Heya,
I keep it small. I print. You can print large from just 10~12MP up to 16MP and it still look great. You don't need 50MP let alone 100MP to print a decent photo. Obviously depends on context, like Billboards and stuff. I have some 15~16MP 30 inch prints of landscapes that are lovely on the wall and don't look like some horrible smear of umsampled low resolution wizardry. Plenty of portraits in the 24~30 inch range from a 12MP file and they are sharp, easy to see eyelashes and eye detail still. So I just have not found a compelling need, for me, to have a denser pixel count on the sensor at this time. And anything good enough for print is way good enough for mobile/internet sharing, where people are spending less than 1 second to view your image, literally, and move on, and they could care less if it's 4k or just a 720p class image frankly. Very, very, very few people browse other people's photos at max resolution on their 4k displays, other than maybe pixel peeping would-be photographers and actual photographers alike, but they're the minority of actual views of the images online.
I would love a 100MP file for the ability to have better sampling for the focal-ratio of the lenses when operating fast (F1.2 to F4) and for the ability to crop and maintain a high density on the subject, in addition to being better sampled. If my day job was photographing birds, or other tiny things with lots of detail, I'd want that 50MP+ sensor for sure, just for this reason alone. Let alone other subject matter, where heavy cropping is a potential.
And finally, why I don't do that, well, I for one deal with video imaging a lot and so my haul for the day will be in the 60Gb to 250Gb range often. Copying this much data over USB, even on modern hardware to an internal NVMe with USB 3.1~3.2 generation portable SSD, etc, is not terribly fast and directly from a SD card is significantly slower even with one of the better ones. Then, just sorting through all that, takes a while. Just previewing that many images, when they're 20MP or more, takes a while even on a good system that is fast. Software often is not optimal, and is the actual bottleneck of the hardware being used. So it matters what you use. But when I think of having 100MP files and go for a birding session or something, the reality is, when I get home and unload 32+ Gigs of images potentially, I'm going to have a lot of anxiety thinking of just browsing through the RAW files and A-B'ing them to see which I move forward with for processing. It would take so long just to start that. Let alone finish processing. That I'd lose interest fast in those big files, despite their benefits, because I'm a slave to convenience, and that's simply not convenient. And again, that's in the context of a good PC for handling this file type and size.

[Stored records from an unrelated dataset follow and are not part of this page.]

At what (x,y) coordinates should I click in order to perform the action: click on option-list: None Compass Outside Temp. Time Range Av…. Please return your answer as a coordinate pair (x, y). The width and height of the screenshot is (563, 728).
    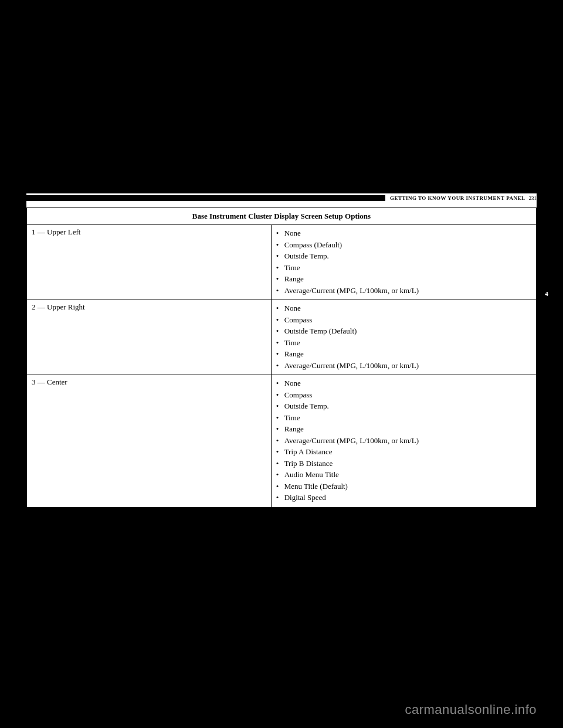
    Looking at the image, I should click on (403, 441).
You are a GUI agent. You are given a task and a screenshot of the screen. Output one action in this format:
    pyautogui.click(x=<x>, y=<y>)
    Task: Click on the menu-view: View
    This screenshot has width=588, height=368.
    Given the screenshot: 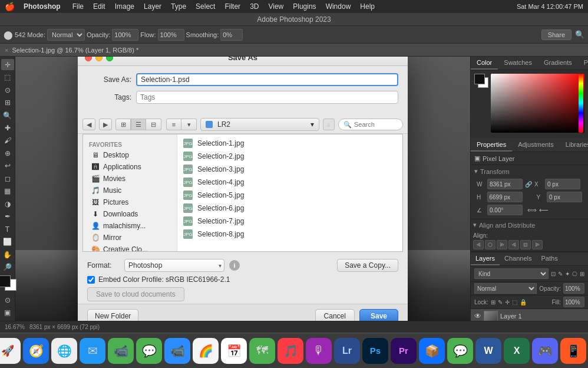 What is the action you would take?
    pyautogui.click(x=276, y=6)
    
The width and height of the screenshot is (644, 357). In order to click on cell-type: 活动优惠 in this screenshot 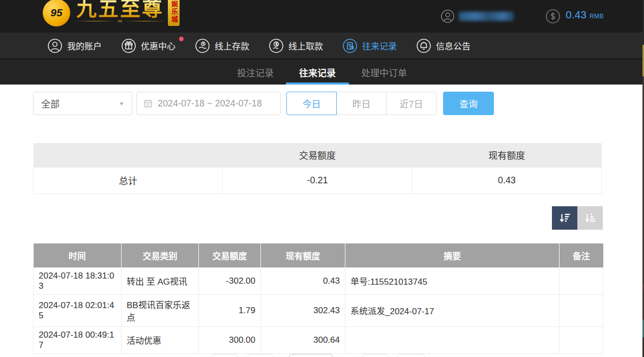, I will do `click(160, 340)`.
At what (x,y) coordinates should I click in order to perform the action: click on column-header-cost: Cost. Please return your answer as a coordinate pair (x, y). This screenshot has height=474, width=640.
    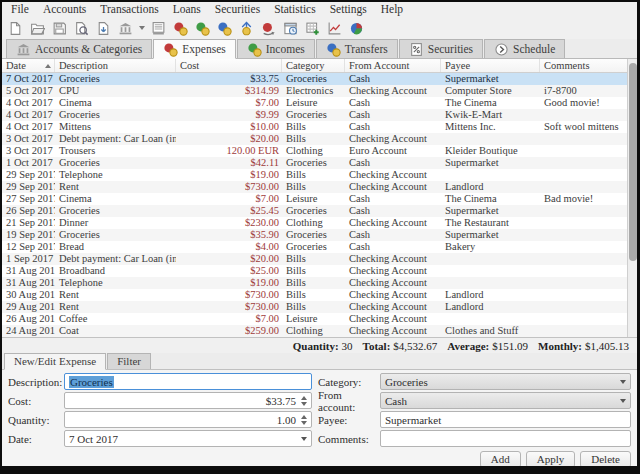
    Looking at the image, I should click on (229, 66).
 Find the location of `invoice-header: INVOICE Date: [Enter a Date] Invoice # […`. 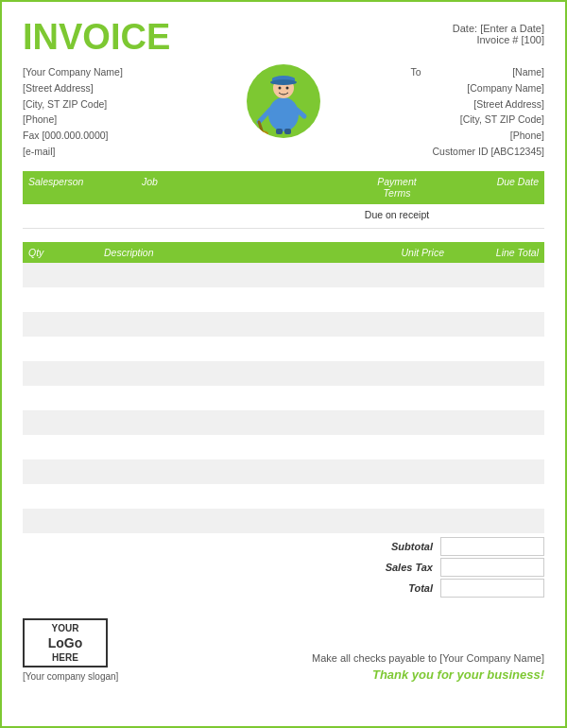

invoice-header: INVOICE Date: [Enter a Date] Invoice # [… is located at coordinates (284, 37).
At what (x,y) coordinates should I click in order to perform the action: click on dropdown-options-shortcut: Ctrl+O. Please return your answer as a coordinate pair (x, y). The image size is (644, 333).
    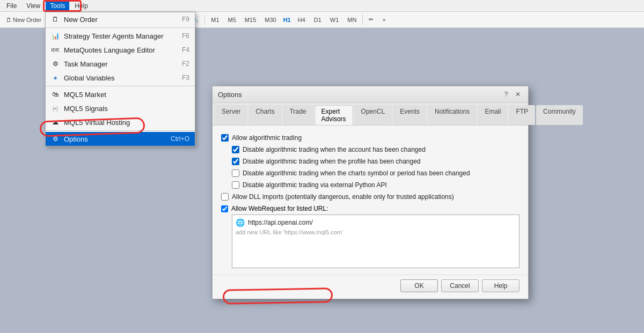
    Looking at the image, I should click on (180, 139).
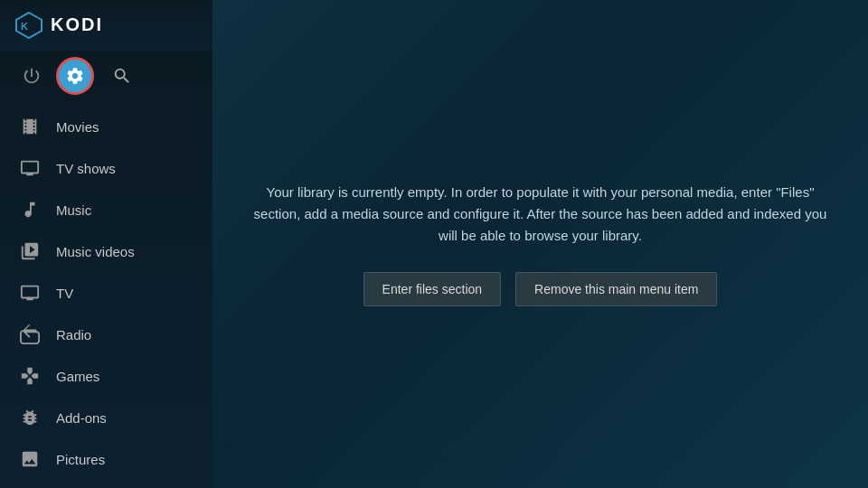 This screenshot has width=868, height=488. Describe the element at coordinates (107, 459) in the screenshot. I see `sidebar-item-pictures: Pictures` at that location.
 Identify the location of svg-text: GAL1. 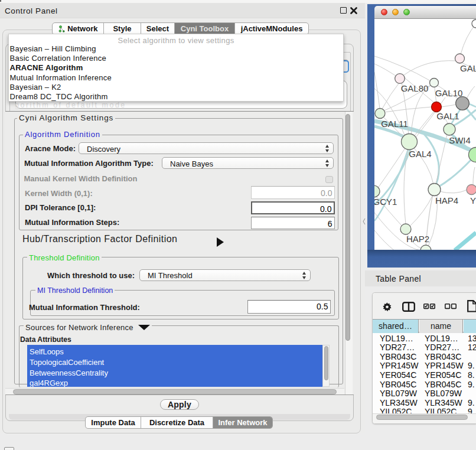
(448, 116).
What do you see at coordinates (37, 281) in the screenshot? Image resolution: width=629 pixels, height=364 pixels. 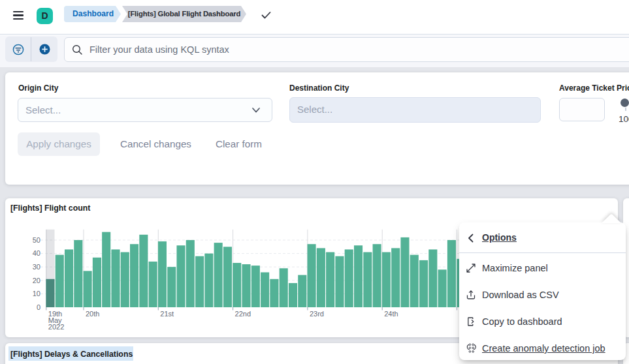 I see `svg-text: 20` at bounding box center [37, 281].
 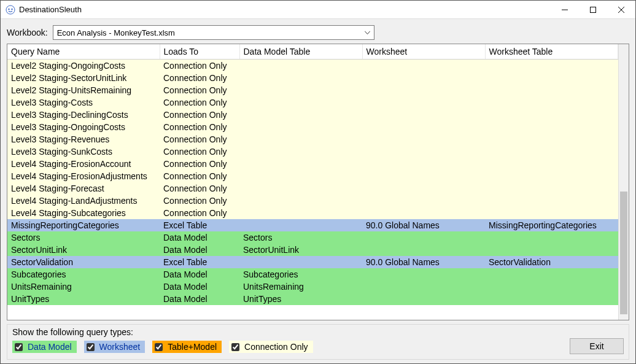 What do you see at coordinates (18, 347) in the screenshot?
I see `filter-data-model-checkbox` at bounding box center [18, 347].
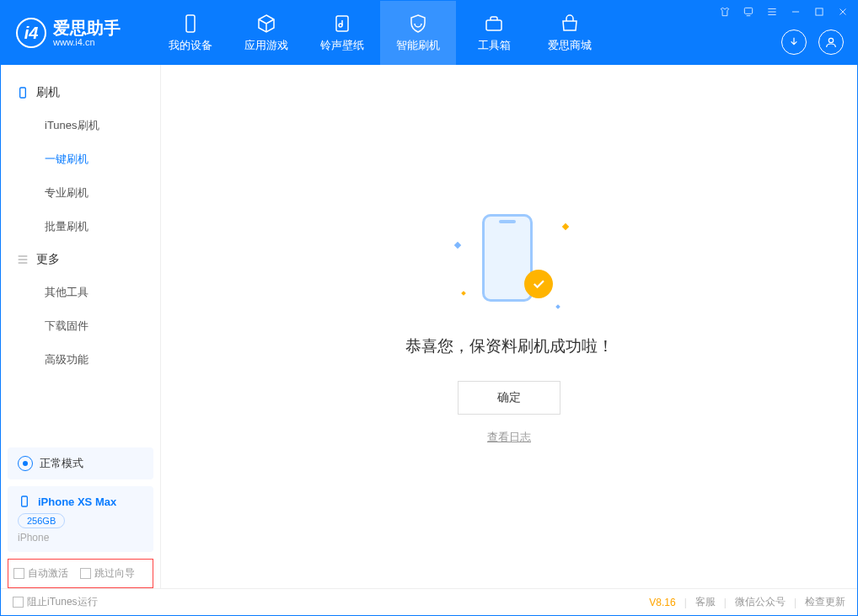 Image resolution: width=858 pixels, height=616 pixels. What do you see at coordinates (342, 24) in the screenshot?
I see `music-file-icon` at bounding box center [342, 24].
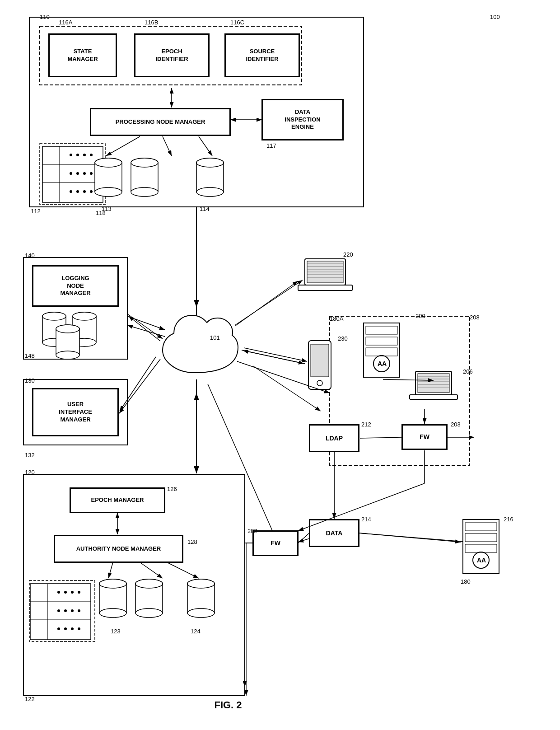  I want to click on ref-220: 220, so click(348, 255).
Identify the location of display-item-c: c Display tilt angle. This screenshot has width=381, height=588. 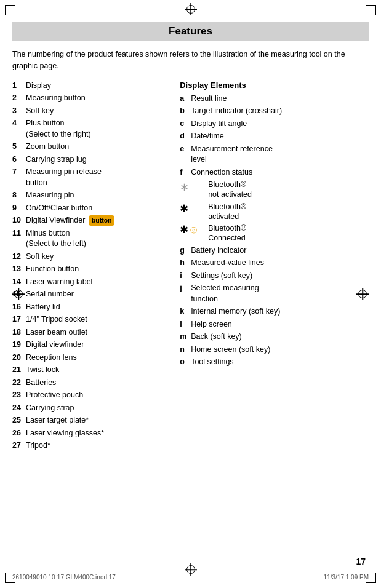
(275, 124).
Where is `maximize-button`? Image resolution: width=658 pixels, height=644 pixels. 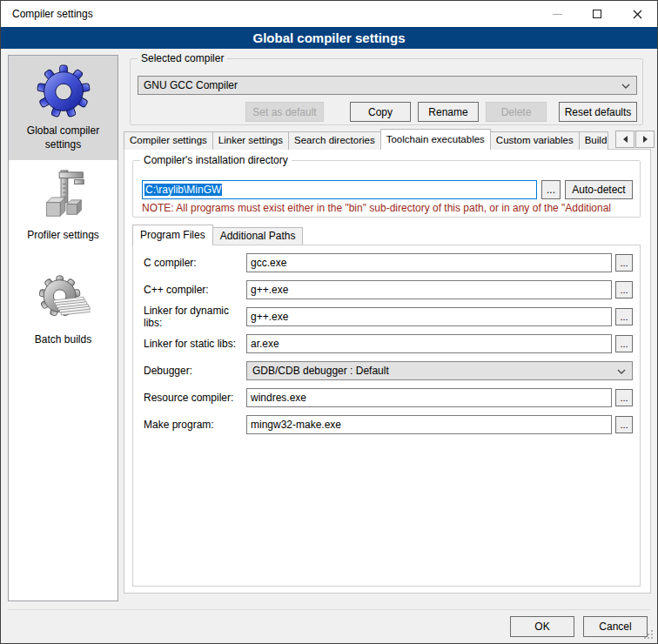 maximize-button is located at coordinates (597, 14).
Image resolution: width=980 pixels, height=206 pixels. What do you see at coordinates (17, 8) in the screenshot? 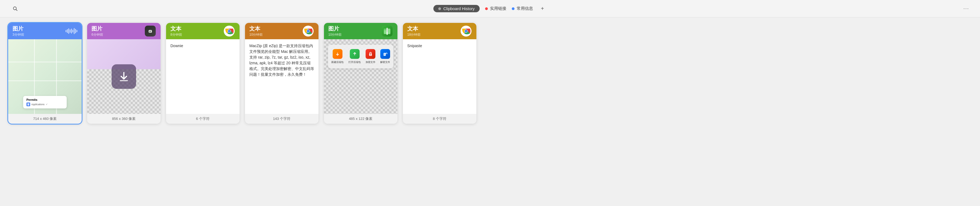
I see `top-bar-search` at bounding box center [17, 8].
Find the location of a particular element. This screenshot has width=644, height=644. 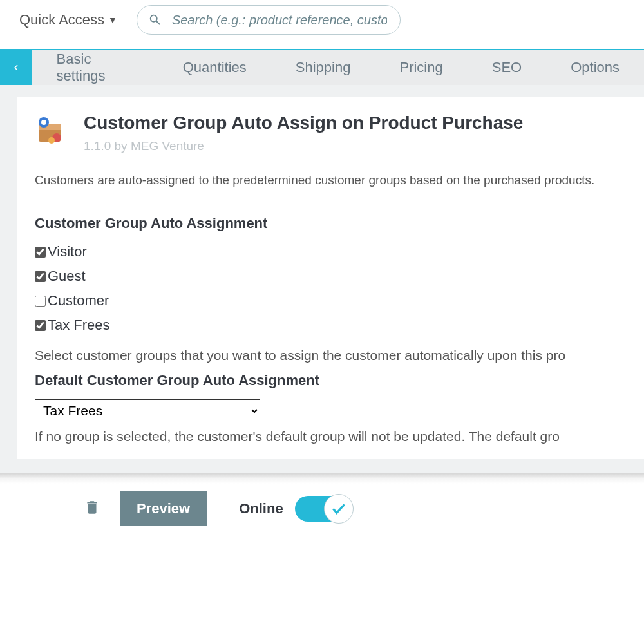

default-group-help: If no group is selected, the customer's … is located at coordinates (330, 437).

So I'm on both ends. I know I want big 100MP files with tiny pixels because the ability to crop and maintain a better sampling of the focal-ratio to pixel size would be great for recording higher actual resolution (angular resolution) of a subject's light. But, it comes with a heavy compromise in workflow if you're dealing with a significant pile of images, per session, and it's not the capacity of storage if you want to churn out some images quickly, as often times a session isn't just something that can wait in terms of the purpose of the images, and maybe those images need to be available for their purpose within minutes to hours of their creation. That's going to be very, very hard with 100MP files just from a copying standpoint from camera media to PC media, let alone the increased time just to preview and browse the RAWs for which images you want to move forward on, and then the actual processing, and then moving the final images to wherever for their purpose. Time sensitive can matter big time here for this.